Early in 2002, I asked then-Mayor Mike Martini if he would like to take a short hike on land that was coming up for a Santa Rosa zoning decision. I knew Martini casually because our kids went to school together. Like a lot of my neighbors, I had concerns about a developer’s plans to build houses on land where we had taken innumerable walks and where my children had spent many hours exploring. He accepted my offer, so on a rainy day I showed him the land.

I didn’t try to discuss the land-use decision with Martini, and he didn’t say much as we hiked. I had the impression, however, that he was stunned by the beauty he saw. That impression was ratified by his subsequent actions. Within days, he had talked to the major players involved and helped arrange for the Open Space District to buy the land.

The arrangement was celebrated as a win for everybody. The Press Democrat wrote an editorial citing it as a great example of government working together for the common good. Chris Coursey, then a columnist for the paper, wrote enthusiastically of the “little slice of wilderness” that had been preserved.

Joined to two adjacent parcels that run along Paulin Creek — one a small pie-shaped county-owned property known as Parcel J, the other a larger parcel owned by the Water Agency for flood control — the open-space property was named Paulin Creek Open Space Preserve and shown on Open Space District maps. A large sign at the head of Beverly Way, the only road access to Parcel J, was put up by a county agency stating the existence of Paulin Creek Preserve as an entity preserved by multiple government agencies and urging that it be used with care. We neighbors believed the matter was settled forever.

In Coursey’s column, he quoted Martini saying, “I didn’t know places like this existed in Santa Rosa anymore.” Fifteen years later, it still does. But it may not, if the county’s plan to include Parcel J in the sale of the old Sutter Hospital property goes through. Parcel J has nothing to do with the hospital properties. They are adjacent, but they don’t access each other, not even on foot. But Parcel J is critical to the Paulin Creek Preserve. Without it, the other two properties are cut off from each other.
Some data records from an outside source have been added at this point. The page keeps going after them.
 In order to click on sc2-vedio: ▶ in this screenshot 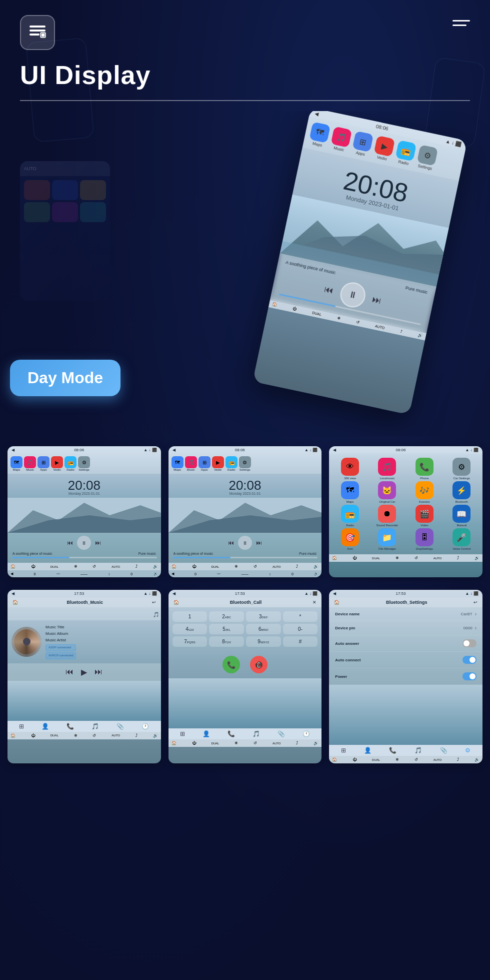, I will do `click(218, 462)`.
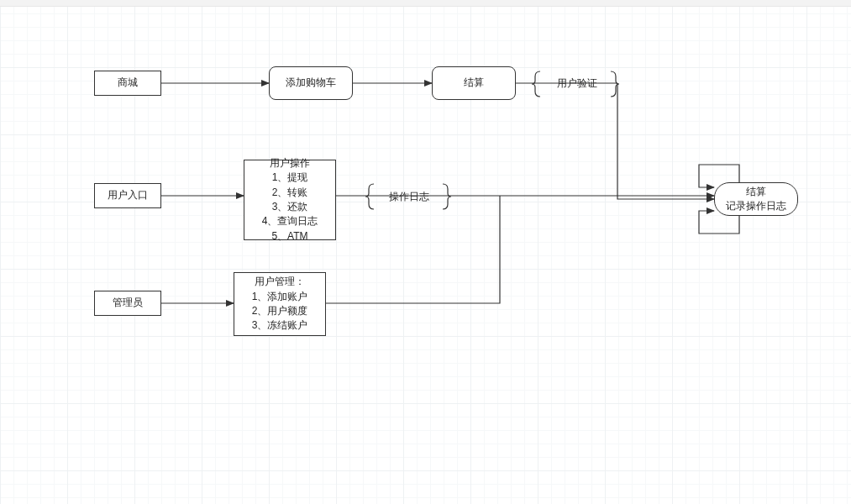 The height and width of the screenshot is (504, 851). Describe the element at coordinates (425, 3) in the screenshot. I see `top-bar` at that location.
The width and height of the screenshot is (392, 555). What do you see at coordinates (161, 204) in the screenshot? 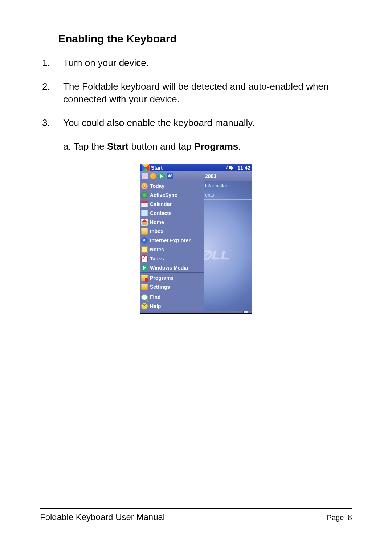
I see `menu-label: Calendar` at bounding box center [161, 204].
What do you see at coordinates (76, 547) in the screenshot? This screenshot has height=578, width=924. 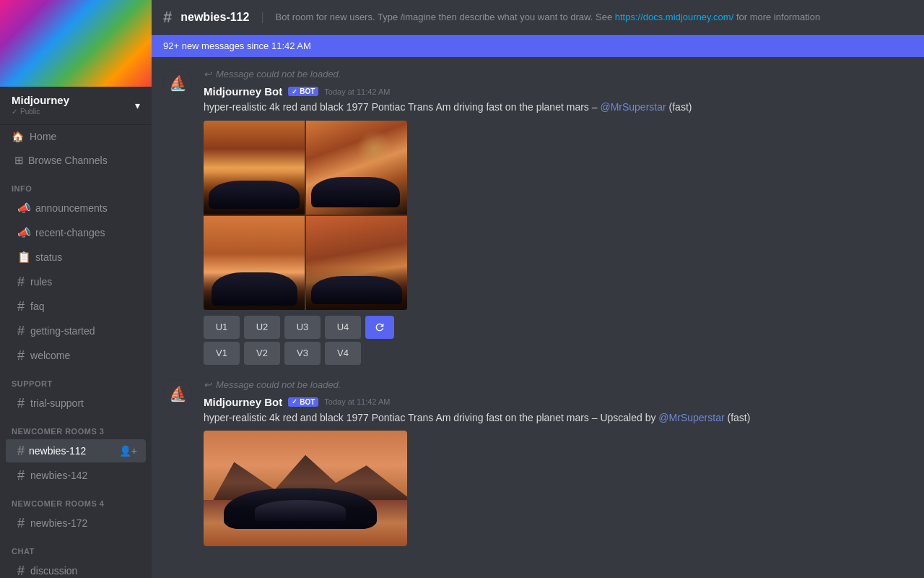 I see `section-label-chat: CHAT` at bounding box center [76, 547].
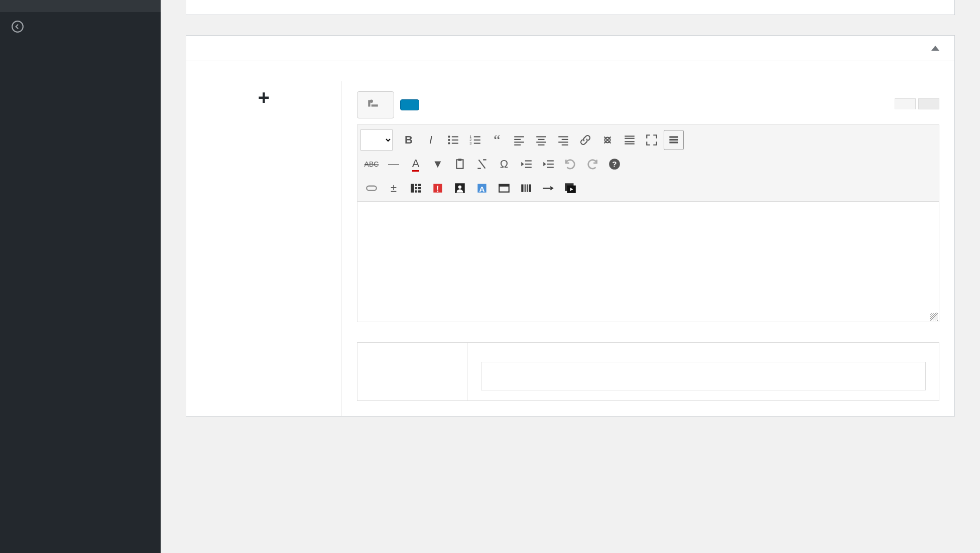 The height and width of the screenshot is (553, 980). What do you see at coordinates (453, 140) in the screenshot?
I see `ul-icon` at bounding box center [453, 140].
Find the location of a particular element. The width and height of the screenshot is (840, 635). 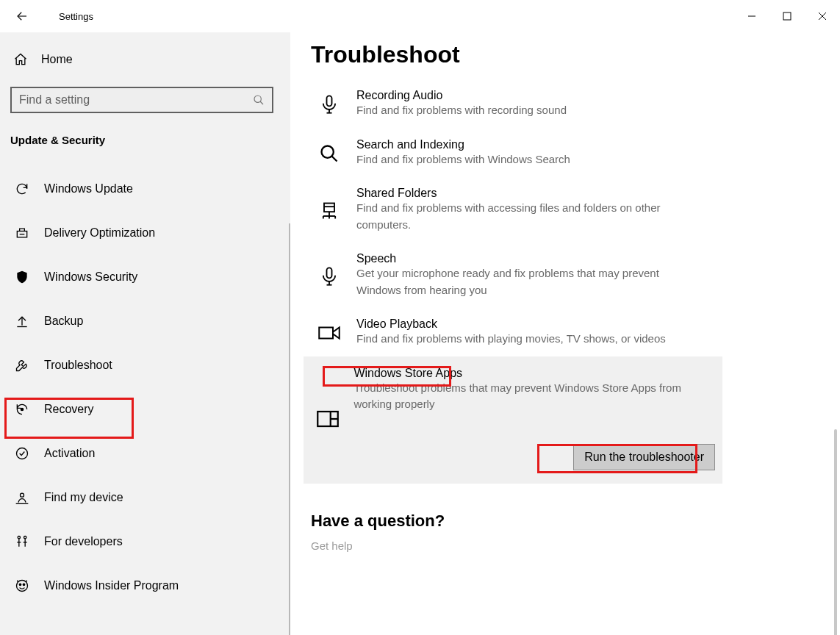

sidebar-home-label: Home is located at coordinates (57, 60).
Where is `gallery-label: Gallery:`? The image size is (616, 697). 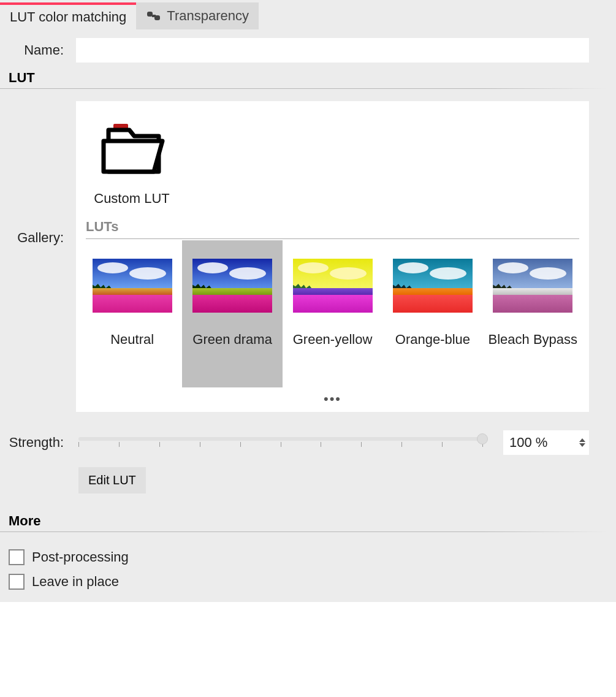 gallery-label: Gallery: is located at coordinates (36, 173).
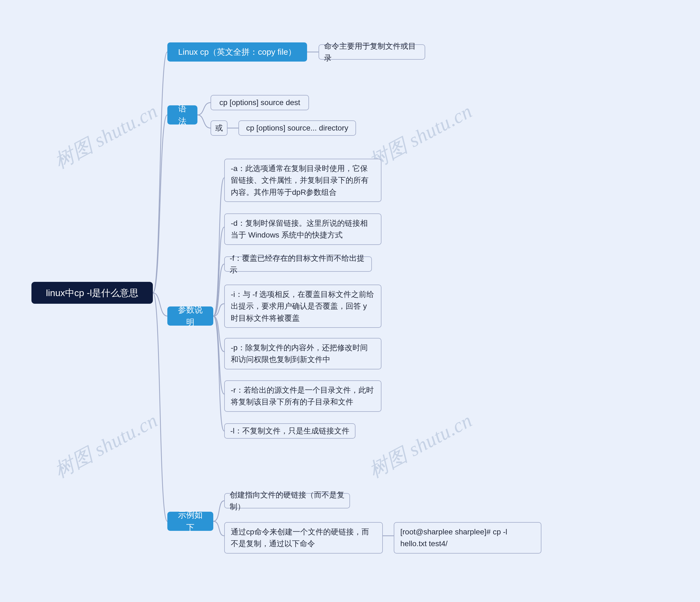  What do you see at coordinates (468, 538) in the screenshot?
I see `example-cmd-text: [root@sharplee sharplee]# cp -l hello.tx…` at bounding box center [468, 538].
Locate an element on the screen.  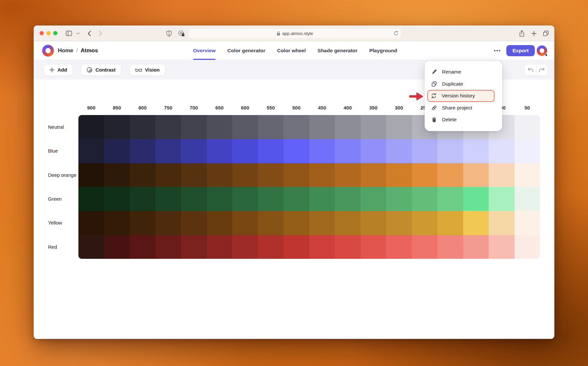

To be clear, the neighbors trying to separate Parcel J from the land sale have no objection to the development of the hospital lands. We know that housing is needed, and even though we live very close to that potential development, we aren’t opposed to it. What we hope to preserve is the small, beautiful swath of meadow and oak-studded hills, the wetlands and the creek that make up the Paulin Creek Preserve.

As someone who believes strongly in the need for more housing, I have had to ask myself, “Is this NIMBYism?” I don’t think it is. NIMBYism is a philosophy that says, “Do it somewhere else, just not in my backyard.” I don’t want to do this anywhere. Any place in the heart of Santa Rosa where you can find such a lovely swath of wilderness, where a preserve has already been established (and paid for), I want to keep as a resource for Santa Rosans forever.